The world in which Jesus and His apostles lived was very much a multi-cultural world. Scripture tells us that Jerusalem at Pentecost was a cosmopolitan place, with “Parthians, Medes and Elamites; residents of Mesopotamia, Judea and Cappadocia, Pontus and Asia, Phrygia and Pamphylia, Egypt and the parts of Libya near Cyrene; visitors from Rome…; Cretans and Arabs” (Acts 2:9-11). And the apostles, as the book of Acts tells us, evangelised across the known world, spreading the Christian message around Syria, Asia Minor, Greece, Cyprus and across the Mediterranean to Rome. The apostles, and almost certainly Jesus himself, were multi-lingual: speaking Aramaic to each other, reading Hebrew in the synagogues, dealing with the Romans in Latin, and speaking to other peoples, and indeed to many Jews, mainly in Greek, the lingua franca of the civilised world at that time. So a great variety of cultural habits and influences must have shaped their ways of interacting with each other, of thinking about the world, and of assimilating the information which came their way.
This cultural and attitudinal heterogeneity amongst the early Christians must not be regarded as a problem. It was a challenge, surely – but it was a challenge which forced the early Christian Church to grapple with many difficult issues, to grow and learn from itself. It enabled the Church to learn from the world around it, and to assimilate modes of wisdom and learning from many quarters – so long as they did not contradict the fundamental Christian revelation. Thus the early Church was able to be truly katholikos in its outlook, speaking its message of salvation to people of all cultures and backgrounds. In a world where every nation or tribe had its own patron god, [8] this was a radical idea: the God of Israel had revealed Himself to be the one true God, and was now to be God for everyone.
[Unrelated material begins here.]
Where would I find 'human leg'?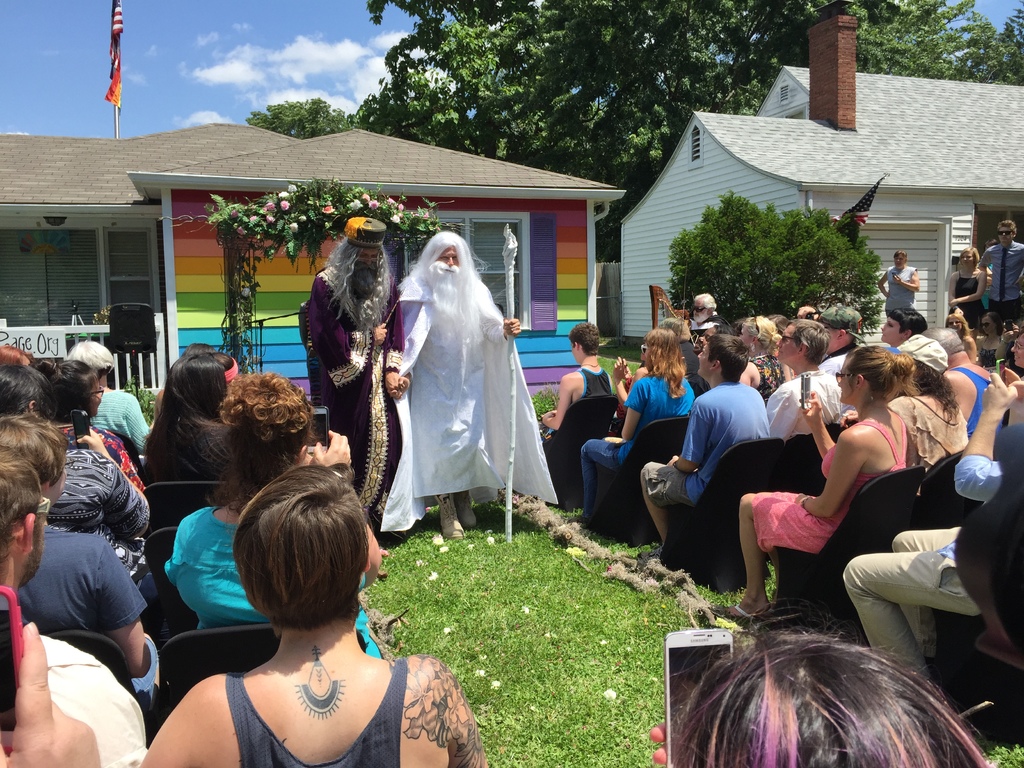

If we are to be true to the early Church, therefore, we too must learn to be katholikoi, i.e. “worldwide” in our outlook. We cannot of course deny our own cultural background. If we have grown up steeped in one particular culture and all that entails, we can never, and should never try to, throw all that off. But we must be aware that our own way of looking at the world – including the religious world – is only one of many. If we are to be true to the mind of Christ, and to that of the apostles, and to the Bible which they wrote, then we must learn, at least some of the time, to look at our faith from many points of view, some of them radically different from our own – though Christian. This means that we must begin to recognise the ways in which our own upbringing may, often largely unconsciously, have coloured what Evangelical theologian Peter Enns calls our “preunderstanding” [9] of the biblical message. We must recognise the prejudices – positive though they may be – which we may have brought to our faith, and we must start to disentangle those prejudices from the true fundamentals of our religion.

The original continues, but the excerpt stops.